§ **WHAT THE TASK REQUIRES**
Find the line holding "This screenshot has width=1130, height=636." in the entries below. Give it again exactly, along with every line after it up to and including the line holding "Task: Click on the FINANCING".

(Saved entries)

-- Opening Marker --

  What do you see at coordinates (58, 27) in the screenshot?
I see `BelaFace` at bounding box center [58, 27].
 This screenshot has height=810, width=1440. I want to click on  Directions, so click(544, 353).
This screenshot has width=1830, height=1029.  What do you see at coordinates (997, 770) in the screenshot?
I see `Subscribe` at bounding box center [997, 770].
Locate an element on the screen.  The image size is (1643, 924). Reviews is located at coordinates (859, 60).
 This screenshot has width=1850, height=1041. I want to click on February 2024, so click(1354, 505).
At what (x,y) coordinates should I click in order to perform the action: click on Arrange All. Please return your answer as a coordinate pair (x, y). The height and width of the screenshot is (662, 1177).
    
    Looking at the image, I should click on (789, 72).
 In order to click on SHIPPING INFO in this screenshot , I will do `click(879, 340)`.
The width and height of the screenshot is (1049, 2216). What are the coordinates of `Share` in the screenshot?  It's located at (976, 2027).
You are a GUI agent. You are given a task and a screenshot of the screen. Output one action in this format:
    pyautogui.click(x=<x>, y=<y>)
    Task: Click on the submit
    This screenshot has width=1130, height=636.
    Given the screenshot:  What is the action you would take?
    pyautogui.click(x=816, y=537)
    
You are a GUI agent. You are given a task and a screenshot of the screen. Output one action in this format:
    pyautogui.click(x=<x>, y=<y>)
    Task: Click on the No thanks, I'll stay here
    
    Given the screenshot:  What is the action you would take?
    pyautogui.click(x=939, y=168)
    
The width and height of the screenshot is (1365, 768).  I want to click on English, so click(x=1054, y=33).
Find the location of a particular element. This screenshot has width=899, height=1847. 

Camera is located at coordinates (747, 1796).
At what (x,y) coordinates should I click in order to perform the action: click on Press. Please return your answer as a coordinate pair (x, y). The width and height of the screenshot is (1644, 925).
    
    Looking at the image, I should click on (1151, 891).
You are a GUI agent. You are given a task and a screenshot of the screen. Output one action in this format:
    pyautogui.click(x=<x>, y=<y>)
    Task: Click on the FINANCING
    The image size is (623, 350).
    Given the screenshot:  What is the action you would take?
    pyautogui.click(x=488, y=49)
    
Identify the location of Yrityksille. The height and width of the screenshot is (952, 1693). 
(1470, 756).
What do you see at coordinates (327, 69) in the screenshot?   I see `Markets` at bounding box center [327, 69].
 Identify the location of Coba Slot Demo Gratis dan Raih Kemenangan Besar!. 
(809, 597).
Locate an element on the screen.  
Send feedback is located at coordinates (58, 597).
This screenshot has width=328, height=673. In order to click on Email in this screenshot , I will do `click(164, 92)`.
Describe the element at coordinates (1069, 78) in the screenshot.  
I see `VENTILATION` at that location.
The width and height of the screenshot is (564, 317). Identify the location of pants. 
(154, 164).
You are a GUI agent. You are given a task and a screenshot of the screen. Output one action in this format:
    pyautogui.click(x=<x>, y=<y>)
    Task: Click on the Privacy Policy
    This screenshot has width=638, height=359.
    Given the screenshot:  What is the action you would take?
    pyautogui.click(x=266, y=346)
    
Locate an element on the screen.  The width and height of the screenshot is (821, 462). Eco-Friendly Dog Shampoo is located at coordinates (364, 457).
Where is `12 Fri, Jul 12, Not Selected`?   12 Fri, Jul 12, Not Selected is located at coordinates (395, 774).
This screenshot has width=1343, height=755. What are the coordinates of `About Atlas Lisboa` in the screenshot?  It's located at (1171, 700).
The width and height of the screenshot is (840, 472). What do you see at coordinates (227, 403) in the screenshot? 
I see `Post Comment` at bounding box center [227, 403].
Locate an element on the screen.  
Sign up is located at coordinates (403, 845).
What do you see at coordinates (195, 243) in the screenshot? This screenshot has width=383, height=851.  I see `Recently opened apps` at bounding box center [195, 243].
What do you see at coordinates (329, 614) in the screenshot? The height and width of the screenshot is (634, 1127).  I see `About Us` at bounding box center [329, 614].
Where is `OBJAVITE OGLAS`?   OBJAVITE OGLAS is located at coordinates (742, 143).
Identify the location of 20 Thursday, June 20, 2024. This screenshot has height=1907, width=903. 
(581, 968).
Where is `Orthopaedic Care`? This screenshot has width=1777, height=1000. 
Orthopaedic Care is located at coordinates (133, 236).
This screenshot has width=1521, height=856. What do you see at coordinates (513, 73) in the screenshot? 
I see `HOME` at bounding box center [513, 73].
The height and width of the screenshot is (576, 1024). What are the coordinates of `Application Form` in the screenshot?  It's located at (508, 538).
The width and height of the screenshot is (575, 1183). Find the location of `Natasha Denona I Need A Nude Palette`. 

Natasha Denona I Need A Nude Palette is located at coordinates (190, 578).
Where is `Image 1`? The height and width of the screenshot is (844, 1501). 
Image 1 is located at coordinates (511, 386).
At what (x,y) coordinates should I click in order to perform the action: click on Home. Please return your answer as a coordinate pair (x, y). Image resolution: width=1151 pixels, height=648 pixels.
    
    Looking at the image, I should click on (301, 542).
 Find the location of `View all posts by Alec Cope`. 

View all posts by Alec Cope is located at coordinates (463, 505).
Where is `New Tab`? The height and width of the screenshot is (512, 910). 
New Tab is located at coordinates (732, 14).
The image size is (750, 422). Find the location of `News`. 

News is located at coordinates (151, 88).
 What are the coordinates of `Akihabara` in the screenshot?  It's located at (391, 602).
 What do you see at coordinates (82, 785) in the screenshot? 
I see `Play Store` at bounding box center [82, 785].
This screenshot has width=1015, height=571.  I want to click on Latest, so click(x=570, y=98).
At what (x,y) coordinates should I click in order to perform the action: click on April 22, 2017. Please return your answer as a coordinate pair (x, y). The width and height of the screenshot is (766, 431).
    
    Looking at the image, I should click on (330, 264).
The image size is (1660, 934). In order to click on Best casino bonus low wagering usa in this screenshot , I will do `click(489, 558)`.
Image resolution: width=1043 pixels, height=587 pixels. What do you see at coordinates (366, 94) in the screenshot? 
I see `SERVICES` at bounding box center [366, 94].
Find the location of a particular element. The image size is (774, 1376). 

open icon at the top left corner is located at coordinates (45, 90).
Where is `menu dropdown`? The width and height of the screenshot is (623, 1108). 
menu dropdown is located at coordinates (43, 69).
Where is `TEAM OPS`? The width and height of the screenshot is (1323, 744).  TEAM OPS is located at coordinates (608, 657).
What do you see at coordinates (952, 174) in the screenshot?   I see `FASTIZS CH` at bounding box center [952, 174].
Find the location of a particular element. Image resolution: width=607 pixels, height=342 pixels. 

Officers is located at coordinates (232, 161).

-- Closing Marker --

§ **SOLUTION TO THE PROBLEM**
    This screenshot has width=1130, height=636.
    Given the screenshot:  What is the action you would take?
    pyautogui.click(x=816, y=537)
    
You are a GUI agent. You are given a task and a screenshot of the screen. Output one action in this format:
    pyautogui.click(x=<x>, y=<y>)
    Task: Click on the No thanks, I'll stay here
    
    Given the screenshot:  What is the action you would take?
    pyautogui.click(x=939, y=168)
    
The width and height of the screenshot is (1365, 768).  I want to click on English, so click(x=1054, y=33).
Find the location of a particular element. This screenshot has width=899, height=1847. 

Camera is located at coordinates (747, 1796).
At what (x,y) coordinates should I click in order to perform the action: click on Press. Please return your answer as a coordinate pair (x, y). The width and height of the screenshot is (1644, 925).
    
    Looking at the image, I should click on (1151, 891).
You are a GUI agent. You are given a task and a screenshot of the screen. Output one action in this format:
    pyautogui.click(x=<x>, y=<y>)
    Task: Click on the FINANCING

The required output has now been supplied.